None of this means the two are inseparable. If your eye-opening is fine, a crease alone — whether incisional or a buried-suture approach — is the right, smaller operation. Combining is the correct choice when the muscle needs work too, and only then.
In a combined case, the surgeon makes the upper-lid crease incision, forms the double-eyelid fold, and — through that same incision — adjusts the strength of the levator so the eye opens more fully. It is one continuous operation rather than two, because the access point is shared. This is why incisional double-eyelid surgery, not the non-incision method, is the route when ptosis is being corrected.
The fine judgement is in the amount of muscle adjustment. Correcting ptosis is a matter of degree — the surgeon sets how much extra lift to give — and small differences matter, which is one reason unhurried operating time and a surgeon who does this frequently are worth prioritising. It is also why the crease height is decided in relation to the new opening rather than in isolation.
Ask who performs the muscle work specifically. Ptosis correction is more delicate than forming a crease, so confirming that the same board-certified surgeon does both parts of your combined operation — from consultation through surgery — is a reasonable thing to put in writing before you commit.
Because both parts share one incision, recovery is a single process, not two stacked ones. Sutures typically come out around day 7. The first week involves swelling and some bruising around the eyes, and the eyes can look uneven or over-open early on as swelling is asymmetric — this is expected and not the final result. Plan your trip so you are still in Korea for suture removal.

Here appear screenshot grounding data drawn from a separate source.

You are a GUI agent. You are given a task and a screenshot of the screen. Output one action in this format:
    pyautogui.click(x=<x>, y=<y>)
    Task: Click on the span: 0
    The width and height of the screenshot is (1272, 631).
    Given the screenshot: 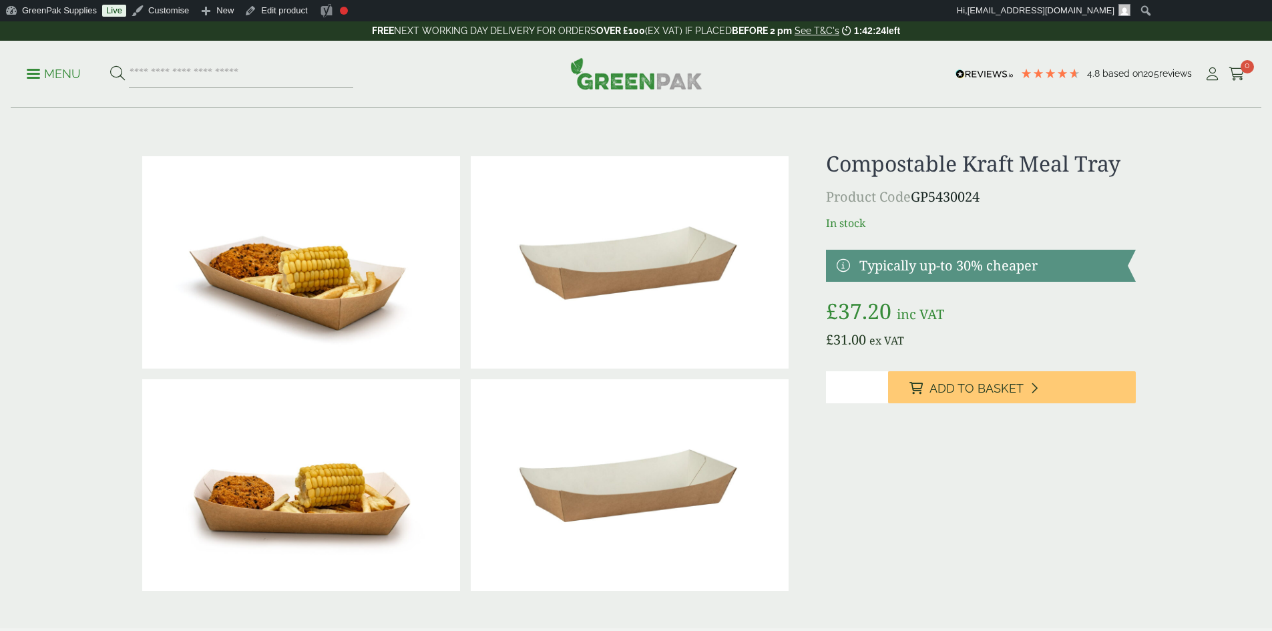 What is the action you would take?
    pyautogui.click(x=1247, y=67)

The eye-opening in particular takes time to read true. In the early weeks the corrected lid can look higher or the two eyes slightly mismatched while swelling settles and the muscle relaxes into its new position; the settled result becomes clearer over the following weeks and months. Judging your outcome in the first fortnight is misleading — the point of structured follow-up is to review how the opening and crease settle over time.

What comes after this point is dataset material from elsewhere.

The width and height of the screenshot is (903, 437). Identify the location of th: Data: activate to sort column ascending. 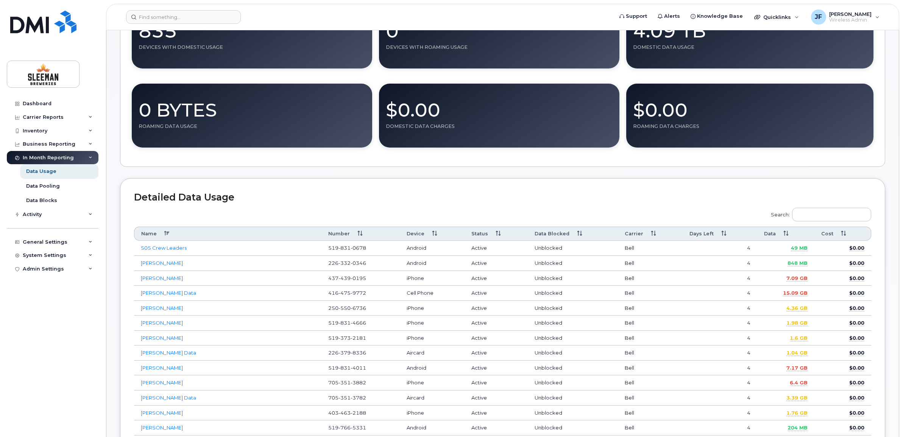
(786, 234).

Because ptosis correction is a matter of degree, a small proportion of patients may need minor adjustment down the line; an honest surgeon discusses this possibility up front rather than promising a fixed outcome. Being reachable for follow-up after you return home matters here, since the muscle result is judged over months, not days.
Garnet is a single-surgeon clinic in Apgujeong, Seoul. Dr. In-Soo Baek is a board-certified plastic surgeon (Korean medical licence no. 77407) and the only operating doctor — he consults, performs both the crease and the muscle work himself, and reviews every follow-up, with the day capped at two surgeries so delicate eye cases are not rushed. Garnet is registered with Korea's foreign-patient programme.

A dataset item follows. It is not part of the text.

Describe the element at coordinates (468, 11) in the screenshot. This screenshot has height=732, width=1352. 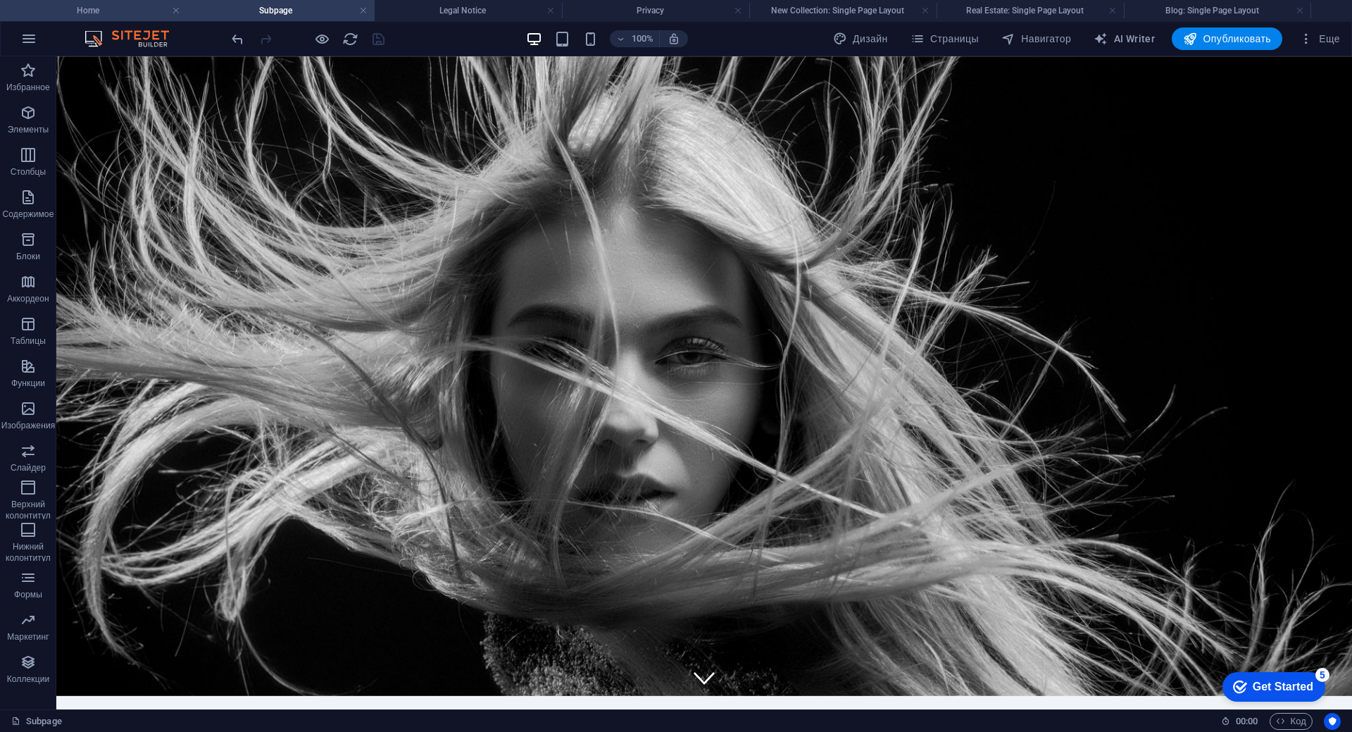
I see `h4: Legal Notice` at that location.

The clinic's stated approach is to assess only what you came for and not to over-recommend, so ptosis correction is proposed on the basis of your eye-opening measurement rather than as a default add-on. Follow-up is structured at 1, 3 and 6 months, which suits a result that settles over time. You can start with a no-obligation online assessment and send eye-open and eye-closed photos for an honest opinion on whether you need a crease alone or a crease with ptosis correction.
Send photos and your question before you travel. An English-speaking coordinator reviews every enquiry and replies with honest guidance on whether surgery is appropriate, the likely plan and timing.